Mr Justice Fullam told Denis Vaughan Buckley, for the State, that he would make no order for costs. The DPP had alleged Mr Carmody obtained substantial payments from two terminally ill cancer patients at his clinic in Co Clare by promising he would at best cure their cancer or at worst prolong their lives using a treatment called photodynamic therapy (PDT), the judge said.

Curing cancer

The 2012 trial was before Judge Fullam in Ennis Circuit Criminal Court over a period of eight days. When evidence was given on behalf of the DPP by Dr Colm Hopper that Mr Carmody truly believed in the efficacy of PDT in curing cancer, the judge said the accused lacked the requisite intent to establish the offences against him and ordered his acquittal.

It was the third trial Mr Carmody had faced. In July 2008, on 25 separate charges of false pretences and deception, Judge Rory MacCabe directed a not-guilty verdict on eight of them due to insufficient evidence. The jury subsequently found Carmody not guilty of six of them and disagreed on the remaining 11.

In the retrial of the outstanding 11 charges, Judge Donagh McDonagh ruled two would have to be heard separately and during the trial of the remaining nine he discharged the jury following the publication by The Irish Times and Irish Examiner of evidence heard in the absence of the jury.

Eventually, between the entry of nolle prosequis and judicial rulings, Mr Carmody was cleared of guilt with regard to every charge he had faced.

Mr Justice Fullam said the DPP, regarding the current costs application, had submitted that the court had no jurisdiction to hear an application for costs in circumstances where it had made and perfected its final order over four years ago. It was now functus officio and could not interfere with the final order made, no application for costs having been made on the day of the final acquittal.

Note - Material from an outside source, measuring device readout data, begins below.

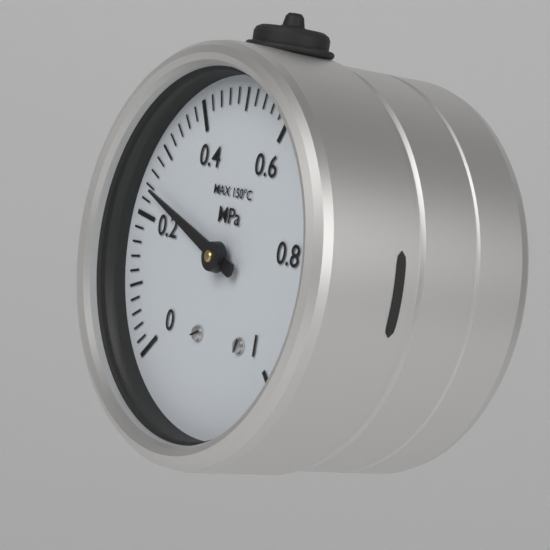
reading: 0.24 MPa
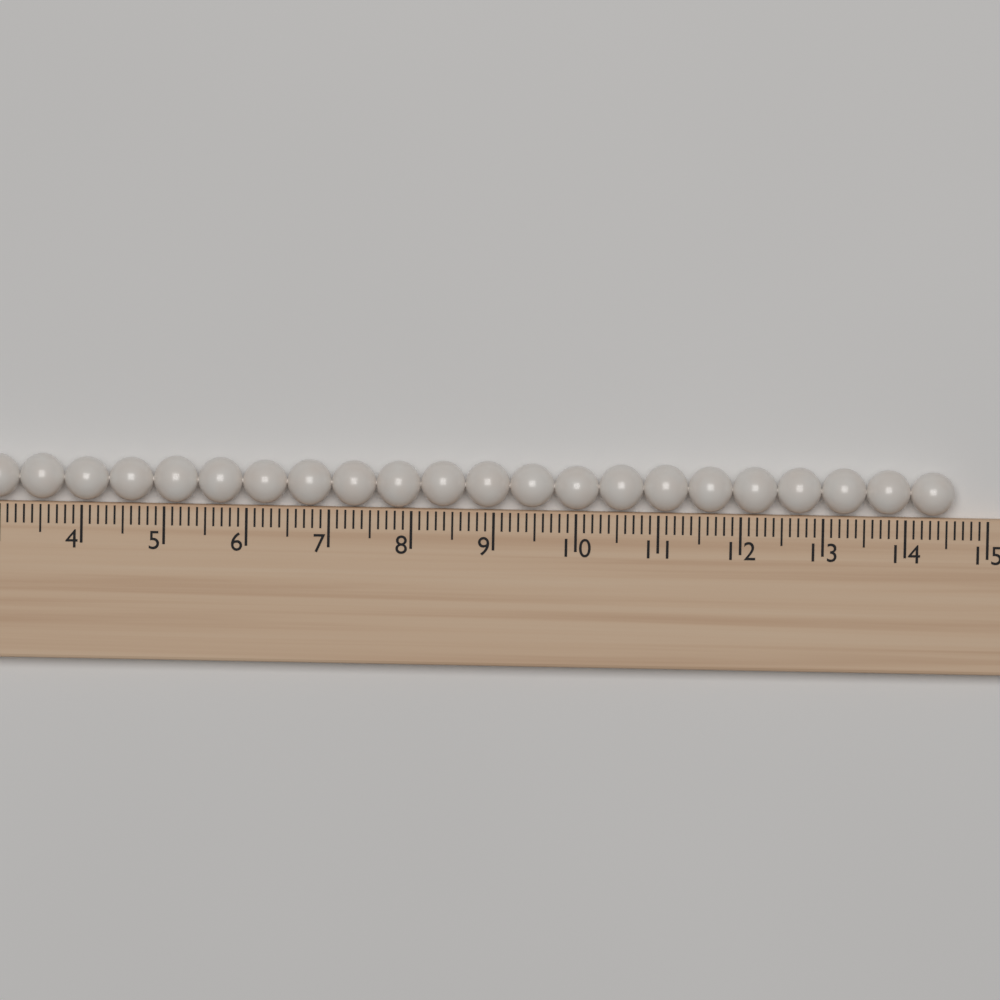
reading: 14.6 (no unit)
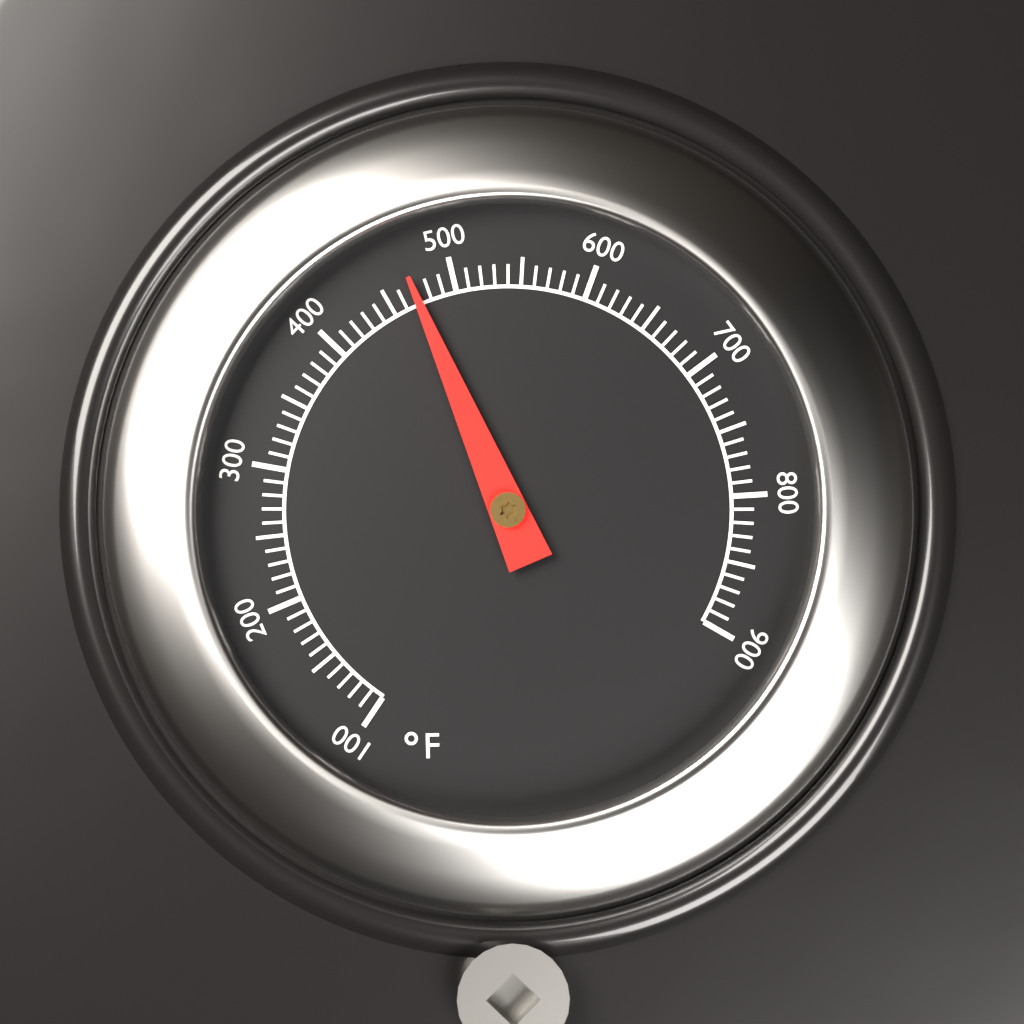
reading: 470 °F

The judge felt the DPP was correct in inferring that what was being sought by Mr Carmody was an amendment to the final order made by the Circuit Court on foot of the decision directing an acquittal in December 2012.

“The court will not depart from the view clearly expressed by McCracken J and Finlay CJ that there is no authority by which the court can reopen an issue after a final order has been made,” the judge said.